Gorman is the only member who managed to survive each iteration of the Black Crowes, holding a literal stake in the business but also protecting the group's musical legacy. By all accounts, he likely won't participate in the 2020 reunion. He's mentioned in interviews that he hasn't been called, plus he's busy hosting a sports radio show and drumming with Trigger Hippy, who just released a good little record called Full Circle And Then Some. It's the third Crowes-related album to hit the stores this year, appearing around the same time as the second album by Magpie Salute, the combo fronted by Rich Robinson, and a few months after Chris Robinson Brotherhood's Servants Of The Sun. Trigger Hippy occupies the area separating the plodding retro-rock of Magpie Salute and the blissfully stoned vibes of CRB, which is an effective illustration of what Gorman brought to the Black Crowes: he bonded the brothers by grooving as well as he could rock. That sense of swing is sorely missing from Magpie Salute, whose records quickly curdle into bluesy downers, but it is replicated within the CRB. Maybe the very name the Chris Robinson Brotherhood is a dig at the singer's sibling but it's the place where the singer's Deadhead dreams come true: on Servants Of The Sun and its predecessors, the group truly made cosmic American music.

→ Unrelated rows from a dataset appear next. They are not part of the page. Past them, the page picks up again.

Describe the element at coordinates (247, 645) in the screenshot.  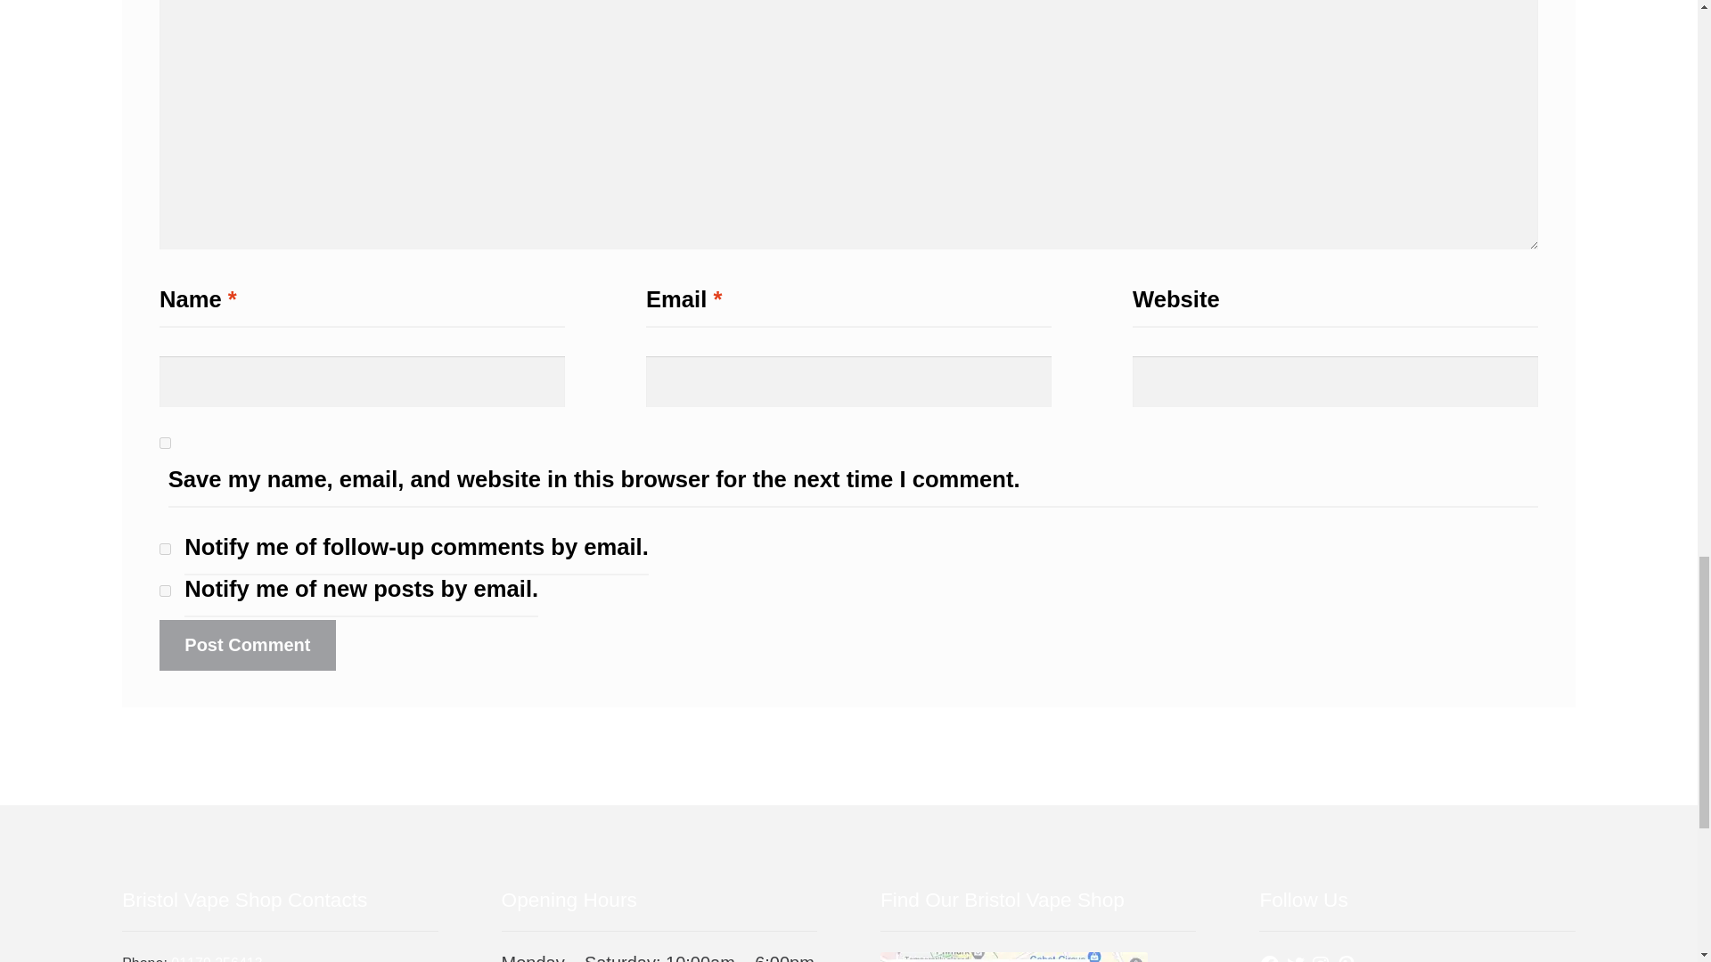
I see `Post Comment` at that location.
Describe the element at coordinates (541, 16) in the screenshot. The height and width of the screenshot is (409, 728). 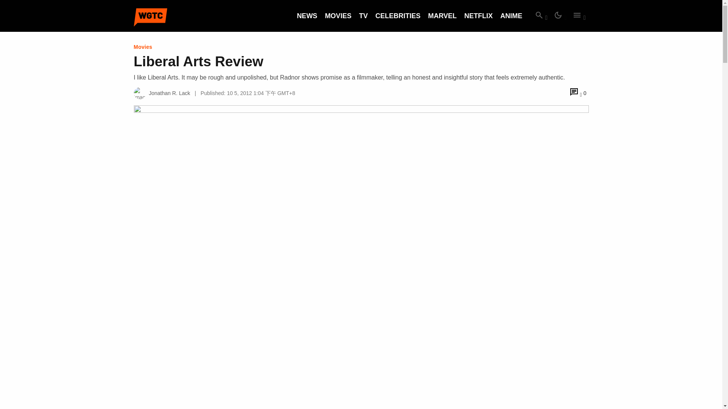
I see `Search` at that location.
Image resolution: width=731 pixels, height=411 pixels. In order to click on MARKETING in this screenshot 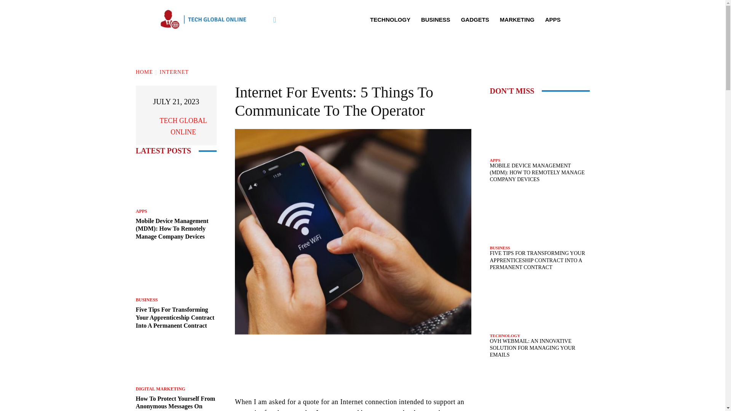, I will do `click(517, 20)`.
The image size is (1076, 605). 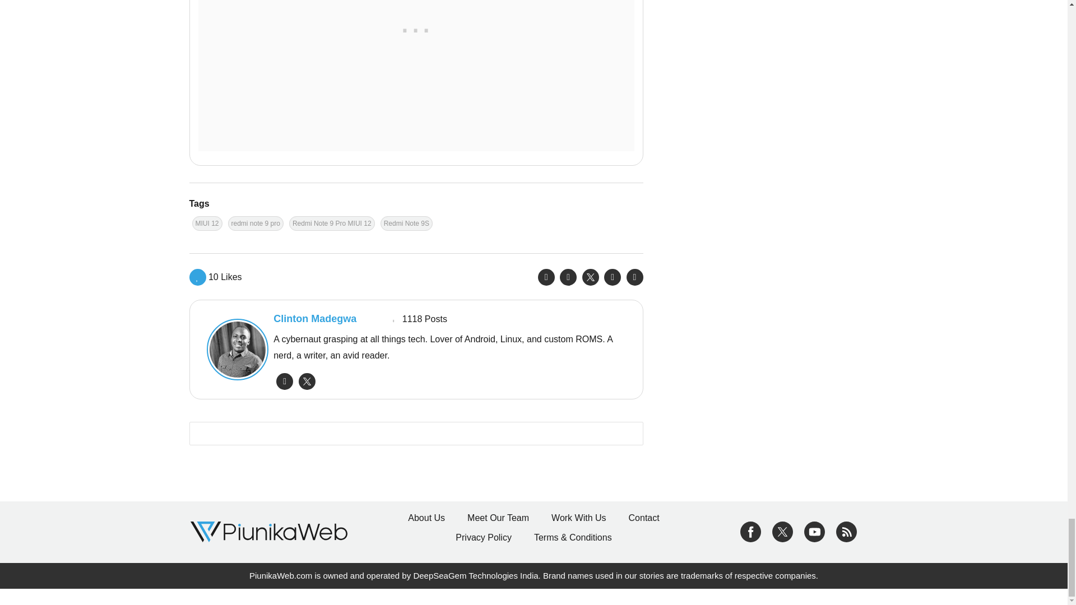 What do you see at coordinates (846, 531) in the screenshot?
I see `Feed` at bounding box center [846, 531].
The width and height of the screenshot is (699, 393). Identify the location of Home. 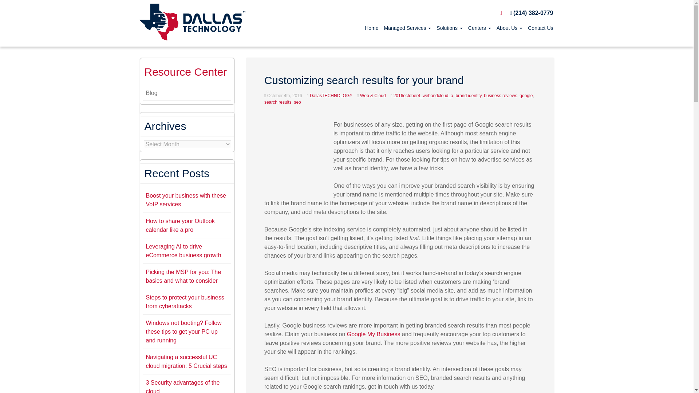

Chris Robinson Brotherhood managed to sustain an audience but they never could fill the venues that the Crowes did, and if Hard To Handle is to be believed, the vocalist does keep a close eye on the bottom line. It's also true that CRB took a heavy blow earlier this year when guitarist Neal Casal died of suicide, so perhaps Chris is seeking refuge in the familiar environs of the Black Crowes. Saving Gorman, many of the band's old surviving members were already playing in Magpie Salute, so it won't take much for a new version to get up and running. Also, reunions remain big business, an essential element of the festival season, and there aren't many big draws who have yet to reunite, particularly with Rage Against The Machine poised to dominate next year. The Black Crowes have a better chance than many of their peers to be a festival anchor.

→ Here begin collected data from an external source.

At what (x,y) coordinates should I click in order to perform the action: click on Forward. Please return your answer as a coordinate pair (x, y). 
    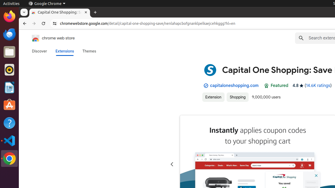
    Looking at the image, I should click on (34, 24).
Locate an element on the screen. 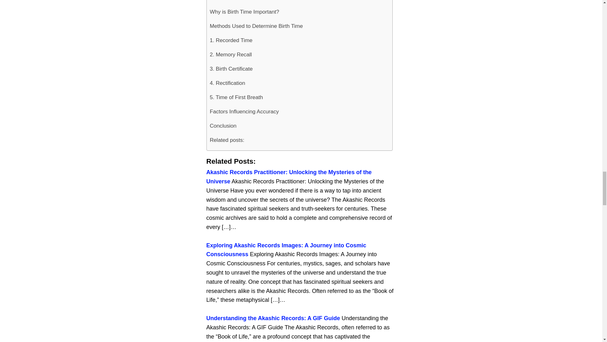  Factors Influencing Accuracy is located at coordinates (245, 111).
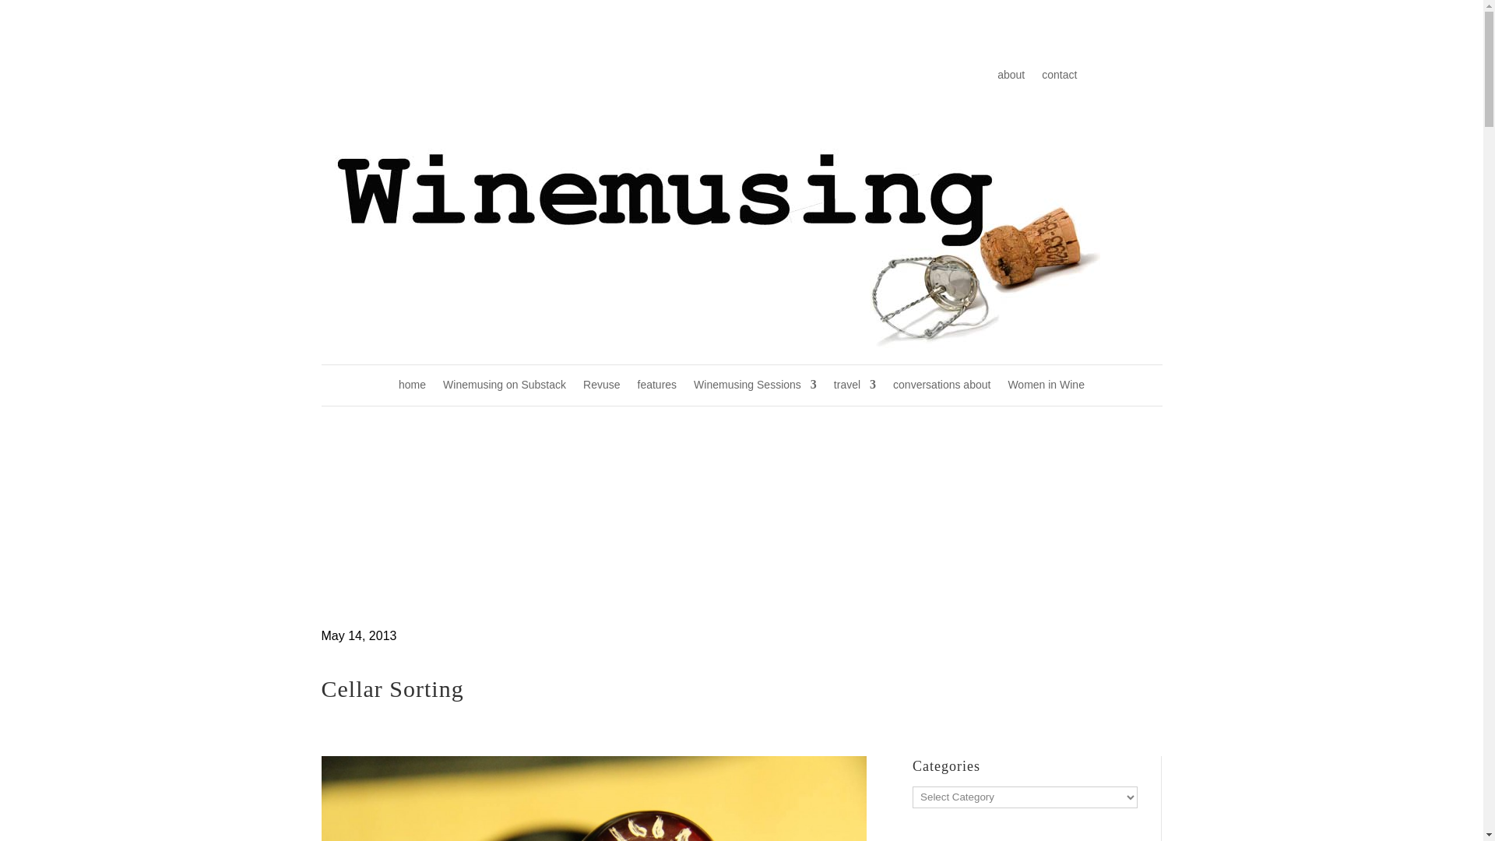  Describe the element at coordinates (819, 76) in the screenshot. I see `Follow on Pinterest` at that location.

Nevertheless, it's hard to tell whether a reunited Black Crowes could capture the imagination of the public at large. Only the dedicated--the kind who charted the band's many lineup changes--will be bothered by the revelations of Hard To Handle, so it's not that the book will tarnish their legacy. Rather, it's that their legacy is so misshapen in the first place. By design, the Black Crowes never quite belonged to their time, which means as the years fade into the history books their catalog sounds even older than it is. There are some exceptions -- the melange of Allmans and the Dead on 1994's Amorica still seems visionary; the overblown Don Was collaboration Lions could've only been made in the money-drenched 2001 -- but the bulk of their music exists just out of time, belonging to the classic rock era without being part of it. On a purely musical level, that's not bad at all but splashy comebacks--the kind teased on strategically-placed billboards scattered throughout America--are never judged on a purely musical level; they need to capture a zeitgeist of some sort or appeal to an audience thirsty for their heroes to return. The Black Crowes haven't been gone long enough for their fans to miss them and the self-sabotage detailed in Hard To Handle explains why only the hardcore stuck with them through the years.